See the Databento new users guide. Refer to it alongside this integration guide.
Databento Binary Encoding (DBN) is a fast message encoding and storage format for normalized market data. The DBN specification includes a self-describing metadata header and a fixed set of struct definitions that standardize how market data is normalized.

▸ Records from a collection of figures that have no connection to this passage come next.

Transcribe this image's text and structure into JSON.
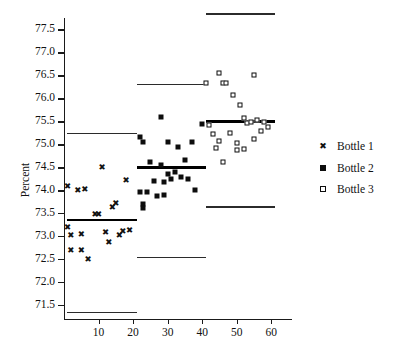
{
  "chart_data": {
    "type": "scatter",
    "title": "",
    "xlabel": "",
    "ylabel": "Percent",
    "xlim": [
      0,
      66
    ],
    "ylim": [
      71.2,
      77.75
    ],
    "grid": false,
    "legend_position": "right",
    "xticks": [
      10,
      20,
      30,
      40,
      50,
      60
    ],
    "yticks": [
      71.5,
      72.0,
      72.5,
      73.0,
      73.5,
      74.0,
      74.5,
      75.0,
      75.5,
      76.0,
      76.5,
      77.0,
      77.5
    ],
    "ytick_labels": [
      "71.5",
      "72.0",
      "72.5",
      "73.0",
      "73.5",
      "74.0",
      "74.5",
      "75.0",
      "75.5",
      "76.0",
      "76.5",
      "77.0",
      "77.5"
    ],
    "xtick_labels": [
      "10",
      "20",
      "30",
      "40",
      "50",
      "60"
    ],
    "series": [
      {
        "name": "Bottle 1",
        "marker": "x",
        "center_line": 73.35,
        "upper_limit": 75.25,
        "lower_limit": 71.35,
        "x_range": [
          1,
          21
        ],
        "points": [
          {
            "x": 1,
            "y": 74.1
          },
          {
            "x": 1,
            "y": 73.2
          },
          {
            "x": 2,
            "y": 73.03
          },
          {
            "x": 2,
            "y": 72.7
          },
          {
            "x": 4,
            "y": 74.0
          },
          {
            "x": 5,
            "y": 73.05
          },
          {
            "x": 5,
            "y": 72.7
          },
          {
            "x": 6,
            "y": 74.03
          },
          {
            "x": 7,
            "y": 72.5
          },
          {
            "x": 9,
            "y": 73.48
          },
          {
            "x": 10,
            "y": 73.48
          },
          {
            "x": 11,
            "y": 74.5
          },
          {
            "x": 12,
            "y": 73.1
          },
          {
            "x": 13,
            "y": 72.88
          },
          {
            "x": 14,
            "y": 73.63
          },
          {
            "x": 15,
            "y": 73.72
          },
          {
            "x": 16,
            "y": 73.02
          },
          {
            "x": 17,
            "y": 73.12
          },
          {
            "x": 18,
            "y": 74.22
          },
          {
            "x": 19,
            "y": 73.13
          }
        ]
      },
      {
        "name": "Bottle 2",
        "marker": "filled-square",
        "center_line": 74.5,
        "upper_limit": 76.32,
        "lower_limit": 72.55,
        "x_range": [
          21,
          41
        ],
        "points": [
          {
            "x": 22,
            "y": 75.15
          },
          {
            "x": 22,
            "y": 73.97
          },
          {
            "x": 23,
            "y": 75.05
          },
          {
            "x": 23,
            "y": 73.7
          },
          {
            "x": 23,
            "y": 73.62
          },
          {
            "x": 24,
            "y": 73.97
          },
          {
            "x": 25,
            "y": 74.62
          },
          {
            "x": 26,
            "y": 74.2
          },
          {
            "x": 27,
            "y": 73.88
          },
          {
            "x": 28,
            "y": 74.55
          },
          {
            "x": 28,
            "y": 75.6
          },
          {
            "x": 29,
            "y": 74.18
          },
          {
            "x": 29,
            "y": 73.9
          },
          {
            "x": 30,
            "y": 75.05
          },
          {
            "x": 30,
            "y": 74.35
          },
          {
            "x": 31,
            "y": 74.25
          },
          {
            "x": 32,
            "y": 74.4
          },
          {
            "x": 33,
            "y": 74.95
          },
          {
            "x": 34,
            "y": 74.28
          },
          {
            "x": 35,
            "y": 74.65
          },
          {
            "x": 36,
            "y": 74.25
          },
          {
            "x": 37,
            "y": 75.05
          },
          {
            "x": 38,
            "y": 74.0
          },
          {
            "x": 40,
            "y": 75.45
          }
        ]
      },
      {
        "name": "Bottle 3",
        "marker": "open-square",
        "center_line": 75.5,
        "upper_limit": 77.85,
        "lower_limit": 73.65,
        "x_range": [
          41,
          61
        ],
        "points": [
          {
            "x": 41,
            "y": 76.33
          },
          {
            "x": 42,
            "y": 75.42
          },
          {
            "x": 43,
            "y": 75.22
          },
          {
            "x": 44,
            "y": 74.92
          },
          {
            "x": 45,
            "y": 76.55
          },
          {
            "x": 45,
            "y": 75.08
          },
          {
            "x": 46,
            "y": 76.33
          },
          {
            "x": 46,
            "y": 74.62
          },
          {
            "x": 47,
            "y": 76.33
          },
          {
            "x": 48,
            "y": 75.25
          },
          {
            "x": 49,
            "y": 76.08
          },
          {
            "x": 50,
            "y": 75.02
          },
          {
            "x": 50,
            "y": 74.88
          },
          {
            "x": 51,
            "y": 75.85
          },
          {
            "x": 52,
            "y": 74.9
          },
          {
            "x": 52,
            "y": 75.58
          },
          {
            "x": 53,
            "y": 75.47
          },
          {
            "x": 54,
            "y": 75.48
          },
          {
            "x": 55,
            "y": 75.12
          },
          {
            "x": 55,
            "y": 76.5
          },
          {
            "x": 56,
            "y": 75.52
          },
          {
            "x": 57,
            "y": 75.3
          },
          {
            "x": 58,
            "y": 75.48
          },
          {
            "x": 59,
            "y": 75.38
          }
        ]
      }
    ]
  },
  "legend": {
    "items": [
      {
        "label": "Bottle 1",
        "marker": "x"
      },
      {
        "label": "Bottle 2",
        "marker": "filled-square"
      },
      {
        "label": "Bottle 3",
        "marker": "open-square"
      }
    ]
  }
}
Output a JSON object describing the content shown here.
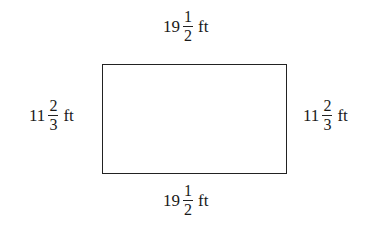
{
  "diagram": {
    "shape": "rectangle",
    "labels": {
      "top": {
        "whole": "19",
        "numerator": "1",
        "denominator": "2",
        "unit": "ft"
      },
      "bottom": {
        "whole": "19",
        "numerator": "1",
        "denominator": "2",
        "unit": "ft"
      },
      "left": {
        "whole": "11",
        "numerator": "2",
        "denominator": "3",
        "unit": "ft"
      },
      "right": {
        "whole": "11",
        "numerator": "2",
        "denominator": "3",
        "unit": "ft"
      }
    },
    "colors": {
      "stroke": "#222222",
      "text": "#1a1a1a",
      "background": "#ffffff"
    }
  }
}
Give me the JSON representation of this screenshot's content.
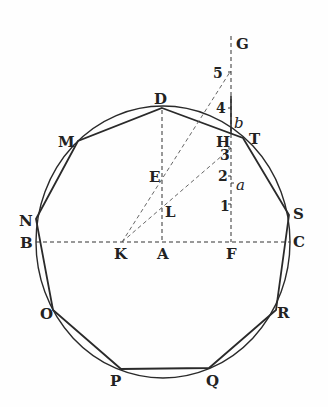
{
  "figure": {
    "circle": {
      "cx": 163,
      "cy": 242,
      "rx": 127,
      "ry": 136
    },
    "polygon_vertices": [
      {
        "name": "D",
        "x": 162,
        "y": 108
      },
      {
        "name": "T",
        "x": 243,
        "y": 138
      },
      {
        "name": "S",
        "x": 289,
        "y": 215
      },
      {
        "name": "R",
        "x": 276,
        "y": 310
      },
      {
        "name": "Q",
        "x": 209,
        "y": 368
      },
      {
        "name": "P",
        "x": 121,
        "y": 369
      },
      {
        "name": "O",
        "x": 53,
        "y": 310
      },
      {
        "name": "N",
        "x": 36,
        "y": 219
      },
      {
        "name": "M",
        "x": 78,
        "y": 141
      }
    ],
    "labels": {
      "D": "D",
      "T": "T",
      "S": "S",
      "C": "C",
      "R": "R",
      "Q": "Q",
      "P": "P",
      "O": "O",
      "B": "B",
      "N": "N",
      "M": "M",
      "K": "K",
      "A": "A",
      "F": "F",
      "E": "E",
      "L": "L",
      "H": "H",
      "G": "G",
      "a": "a",
      "b": "b",
      "n1": "1",
      "n2": "2",
      "n3": "3",
      "n4": "4",
      "n5": "5"
    },
    "points": {
      "A": {
        "x": 163,
        "y": 242
      },
      "B": {
        "x": 36,
        "y": 242
      },
      "C": {
        "x": 290,
        "y": 242
      },
      "K": {
        "x": 122,
        "y": 242
      },
      "F": {
        "x": 231,
        "y": 242
      },
      "E": {
        "x": 162,
        "y": 178
      },
      "L": {
        "x": 162,
        "y": 205
      },
      "H": {
        "x": 231,
        "y": 140
      },
      "G": {
        "x": 231,
        "y": 36
      },
      "p5": {
        "x": 230,
        "y": 72
      }
    }
  }
}
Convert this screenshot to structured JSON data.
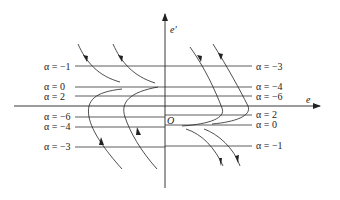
{
  "diagram": {
    "type": "phase-plane",
    "axes": {
      "horizontal_label": "e",
      "vertical_label": "e'",
      "origin_label": "O"
    },
    "left_lines": [
      {
        "label": "α = −1",
        "y": 66
      },
      {
        "label": "α = 0",
        "y": 87
      },
      {
        "label": "α = 2",
        "y": 96
      },
      {
        "label": "α = −6",
        "y": 117
      },
      {
        "label": "α = −4",
        "y": 127
      },
      {
        "label": "α = −3",
        "y": 147
      }
    ],
    "right_lines": [
      {
        "label": "α = −3",
        "y": 66
      },
      {
        "label": "α = −4",
        "y": 87
      },
      {
        "label": "α = −6",
        "y": 96
      },
      {
        "label": "α = 2",
        "y": 115
      },
      {
        "label": "α = 0",
        "y": 125
      },
      {
        "label": "α = −1",
        "y": 146
      }
    ]
  }
}
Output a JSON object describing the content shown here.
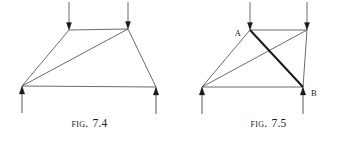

The adapter decodes DBN data to Nautilus objects. The same Rust decoder handles:
The following Databento schemas are supported by NautilusTrader:
| Databento schema | Nautilus data type | Description |
|---|---|---|
| MBO | OrderBookDelta | Market by order (L3). |
| MBP_1 | (QuoteTick, TradeTick | None) | Market by price (L1). |
| MBP_10 | OrderBookDepth10 | Market depth (L2). |
| BBO_1S | QuoteTick | 1-second best bid/offer. |
| BBO_1M | QuoteTick | 1-minute best bid/offer. |
| CMBP_1 | (QuoteTick, TradeTick | None) | Consolidated MBP across venues. |
| CBBO_1S | QuoteTick | Consolidated 1-second BBO. |
| CBBO_1M | QuoteTick | Consolidated 1-minute BBO. |
| TCBBO | (QuoteTick, TradeTick) | Trade‑sampled consolidated BBO. |
| TBBO | (QuoteTick, TradeTick) | Trade‑sampled best bid/offer. |
| TRADES | TradeTick | Trade ticks. |
| OHLCV_1S | Bar | 1-second bars. |
| OHLCV_1M | Bar | 1-minute bars. |
| OHLCV_1H | Bar | 1-hour bars. |
| OHLCV_1D | Bar | Daily bars. |
| OHLCV_EOD | Bar | End‑of‑day bars. |
| DEFINITION | Instrument (various types) | Instrument definitions. |
| IMBALANCE | DatabentoImbalance | Auction imbalance data. |
| STATISTICS | DatabentoStatistics | Market statistics. |
| STATUS | InstrumentStatus | Market status updates. |
include_trades=True) or use TBBO/TCBBO for quote context with trades.bars_timestamp_on_close=True for close timestamps.subscribe_data with a DataType carrying instrument_id metadata.:::tip Consolidated schemas (CMBP_1, CBBO_1S, CBBO_1M, TCBBO) aggregate data across multiple venues. Useful for cross-venue analysis. :::
:::info See also the Databento Schemas and data formats guide. :::
Nautilus subscription methods map to Databento schemas as follows:
| Nautilus Subscription Method | Default Schema | Available Databento Schemas | Nautilus Data Type |
|---|---|---|---|
subscribe_quote_ticks() | mbp-1 | mbp-1, bbo-1s, bbo-1m, cmbp-1, cbbo-1s, cbbo-1m, tbbo, tcbbo | QuoteTick |
subscribe_trade_ticks() | trades | trades, tbbo, tcbbo, mbp-1, cmbp-1 | TradeTick |
subscribe_order_book_depth() | mbp-10 | mbp-10 | OrderBookDepth10 |
subscribe_order_book_deltas() | mbo | mbo | OrderBookDeltas |
subscribe_bars() | varies | ohlcv-1s, ohlcv-1m, ohlcv-1h, ohlcv-1d | Bar |
:::note
The examples below assume a Strategy or Actor context where self has
subscription methods. Import the required types:
from nautilus_trader.adapters.databento import DATABENTO_CLIENT_ID
from nautilus_trader.model import BarType
from nautilus_trader.model.enums import BookType
from nautilus_trader.model.identifiers import InstrumentId
:::
# Default MBP-1 quotes (may include trades)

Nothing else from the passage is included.